Organizational Psychology: What Makes Teams and Workplaces Effective

Organizational psychology, also called industrial-organizational psychology, applies psychological science to the study of human behavior in work settings. It draws on motivation theory, group dynamics, cognitive science, personality research, and social psychology to understand and improve how individuals and teams function in organizational contexts. The field has generated practical insights with significant implications for how organizations recruit, develop, and retain talent and how they design work environments that support high performance and human flourishing.
Job satisfaction, one of the most studied constructs in organizational psychology, refers to people's positive or negative evaluations of their jobs. Research has documented strong associations between job satisfaction and outcomes including turnover, absenteeism, counterproductive work behaviors, and health. Whether job satisfaction causes performance or is itself caused by performance, or both, has been debated, with research finding bidirectional relationships. The nature of work itself, including variety, autonomy, significance, feedback, and completeness, is consistently associated with job satisfaction through the job characteristics model developed by Hackman and Oldham.
Leadership has been studied extensively in organizational psychology, generating a large literature on what makes leaders effective and how leadership can be developed. Early trait-based approaches that searched for universal characteristics of effective leaders gave way to situational and contingency approaches that recognized that effective leadership behaviors vary across contexts. Transformational leadership, which involves inspiring followers through vision, intellectual stimulation, and individualized consideration, has accumulated strong evidence for positive effects on follower motivation, satisfaction, and performance. Servant leadership, which emphasizes leaders' orientation toward follower development and organizational mission over personal advancement, has grown in both research attention and practical adoption.
Team effectiveness research has generated the GRPI model (goals, roles, processes, and interpersonal relationships), Google's extensive internal research on Project Aristotle, and other frameworks for understanding what makes teams work. Google's research identified psychological safety, discussed elsewhere, as the most important factor distinguishing high-performing from lower-performing teams. Team composition, including cognitive diversity and skill complementarity, task design, and leadership support are additional factors with consistent research support.
Organizational culture, defined as the shared values, beliefs, and behavioral norms of an organization, is among the most significant drivers of organizational behavior and is among the most difficult things to change. Research documents that culture shapes what behaviors are reinforced, what decisions are made, and whether organizational members feel safe to raise concerns, innovate, or act on their values. Culture change is possible but requires sustained leadership attention, consistency between stated values and actual practices, and accountability systems that reinforce the desired culture rather than undermining it.
Selection and assessment practices for hiring are a significant focus of organizational psychology. Research on the validity of different selection methods, conducted across decades of studies and synthesized in meta-analyses, consistently finds that structured interviews, cognitive ability tests, and work samples are more predictive of job performance than unstructured interviews, which are highly susceptible to interviewer bias and show lower validity despite being extremely widely used. Organizations that adopt more structured and valid selection methods make better hiring decisions and reduce bias, but doing so requires overcoming managers' preference for the intuition-based interviewing that feels more natural.
Performance management, including goal setting, feedback, performance appraisal, and coaching, is another central focus of organizational psychology. Research on feedback effectiveness finds that specific, timely, and behavior-focused feedback is most effective, while general or person-focused feedback often undermines performance. Research on performance appraisals finds that they are subject to rater biases, including leniency, halo effects, and recency effects, and that many organizations' appraisal systems do not produce the motivation or development they are designed to achieve.
Employee wellbeing has grown as a field within organizational psychology, moving beyond traditional occupational health to encompass broader wellbeing outcomes including flourishing, engagement, and meaning at work. Research documents that wellbeing is associated with productivity, creativity, and organizational citizenship, providing a business case for investment in employee wellbeing alongside the ethical case. But as discussed in the context of workplace mental health, genuine wellbeing requires organizational conditions that support it, not just wellbeing programs delivered to individuals in poor organizational environments.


- REQUIREMENT:
What lines of the material hold the string "Obtain"? Pull each of them out.

- PROVIDED DATA:

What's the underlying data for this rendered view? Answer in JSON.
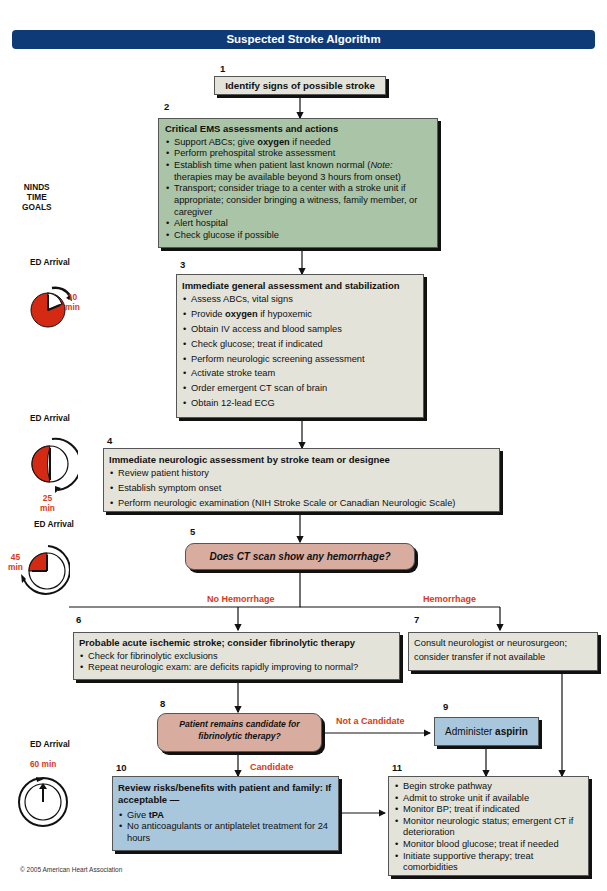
{
  "title": "Suspected Stroke Algorithm",
  "side": {
    "ninds_label": [
      "NINDS",
      "TIME",
      "GOALS"
    ],
    "clocks": [
      {
        "label": "ED Arrival",
        "time": "10",
        "unit": "min",
        "elapsed_minutes": 10
      },
      {
        "label": "ED Arrival",
        "time": "25",
        "unit": "min",
        "elapsed_minutes": 25
      },
      {
        "label": "ED Arrival",
        "time": "45",
        "unit": "min",
        "elapsed_minutes": 45
      },
      {
        "label": "ED Arrival",
        "time": "60 min",
        "unit": "",
        "elapsed_minutes": 60
      }
    ]
  },
  "steps": {
    "s1": {
      "num": "1",
      "text": "Identify signs of possible stroke"
    },
    "s2": {
      "num": "2",
      "title": "Critical EMS assessments and actions",
      "items": [
        {
          "pre": "Support ABCs; give ",
          "bold": "oxygen",
          "post": " if needed"
        },
        {
          "pre": "Perform prehospital stroke assessment",
          "bold": "",
          "post": ""
        },
        {
          "pre": "Establish time when patient last known normal (",
          "italic": "Note:",
          "post": " therapies may be available beyond 3 hours from onset)"
        },
        {
          "pre": "Transport; consider triage to a center with a stroke unit if appropriate; consider bringing a witness, family member, or caregiver",
          "bold": "",
          "post": ""
        },
        {
          "pre": "Alert hospital",
          "bold": "",
          "post": ""
        },
        {
          "pre": "Check glucose if possible",
          "bold": "",
          "post": ""
        }
      ]
    },
    "s3": {
      "num": "3",
      "title": "Immediate general assessment and stabilization",
      "items": [
        {
          "pre": "Assess ABCs, vital signs",
          "bold": "",
          "post": ""
        },
        {
          "pre": "Provide ",
          "bold": "oxygen",
          "post": " if hypoxemic"
        },
        {
          "pre": "Obtain IV access and blood samples",
          "bold": "",
          "post": ""
        },
        {
          "pre": "Check glucose; treat if indicated",
          "bold": "",
          "post": ""
        },
        {
          "pre": "Perform neurologic screening assessment",
          "bold": "",
          "post": ""
        },
        {
          "pre": "Activate stroke team",
          "bold": "",
          "post": ""
        },
        {
          "pre": "Order emergent CT scan of brain",
          "bold": "",
          "post": ""
        },
        {
          "pre": "Obtain 12-lead ECG",
          "bold": "",
          "post": ""
        }
      ]
    },
    "s4": {
      "num": "4",
      "title": "Immediate neurologic assessment by stroke team or designee",
      "items": [
        "Review patient history",
        "Establish symptom onset",
        "Perform neurologic examination (NIH Stroke Scale or Canadian Neurologic Scale)"
      ]
    },
    "s5": {
      "num": "5",
      "text": "Does CT scan show any hemorrhage?"
    },
    "s6": {
      "num": "6",
      "title": "Probable acute ischemic stroke; consider fibrinolytic therapy",
      "items": [
        "Check for fibrinolytic exclusions",
        "Repeat neurologic exam: are deficits rapidly improving to normal?"
      ]
    },
    "s7": {
      "num": "7",
      "text": "Consult neurologist or neurosurgeon; consider transfer if not available"
    },
    "s8": {
      "num": "8",
      "text": "Patient remains candidate for fibrinolytic therapy?"
    },
    "s9": {
      "num": "9",
      "pre": "Administer ",
      "bold": "aspirin"
    },
    "s10": {
      "num": "10",
      "title": "Review risks/benefits with patient and family: If acceptable —",
      "items": [
        {
          "pre": "Give ",
          "bold": "tPA"
        },
        {
          "pre": "No anticoagulants or antiplatelet treatment for 24 hours",
          "bold": ""
        }
      ]
    },
    "s11": {
      "num": "11",
      "items": [
        "Begin stroke pathway",
        "Admit to stroke unit if available",
        "Monitor BP; treat if indicated",
        "Monitor neurologic status; emergent CT if deterioration",
        "Monitor blood glucose; treat if needed",
        "Initiate supportive therapy; treat comorbidities"
      ]
    }
  },
  "branches": {
    "no_hemorrhage": "No Hemorrhage",
    "hemorrhage": "Hemorrhage",
    "not_candidate": "Not a Candidate",
    "candidate": "Candidate"
  },
  "colors": {
    "header": "#0e3a78",
    "branch_label": "#d43a1a",
    "clock_fill": "#d42a14",
    "box_gray": "#e3e3d9",
    "box_green": "#a9c4a6",
    "box_blue": "#a8c6dc",
    "box_pink": "#d9aca0"
  },
  "copyright": "© 2005 American Heart Association"
}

- ANSWER SECTION:
          "pre": "Obtain IV access and blood samples",
          "pre": "Obtain 12-lead ECG",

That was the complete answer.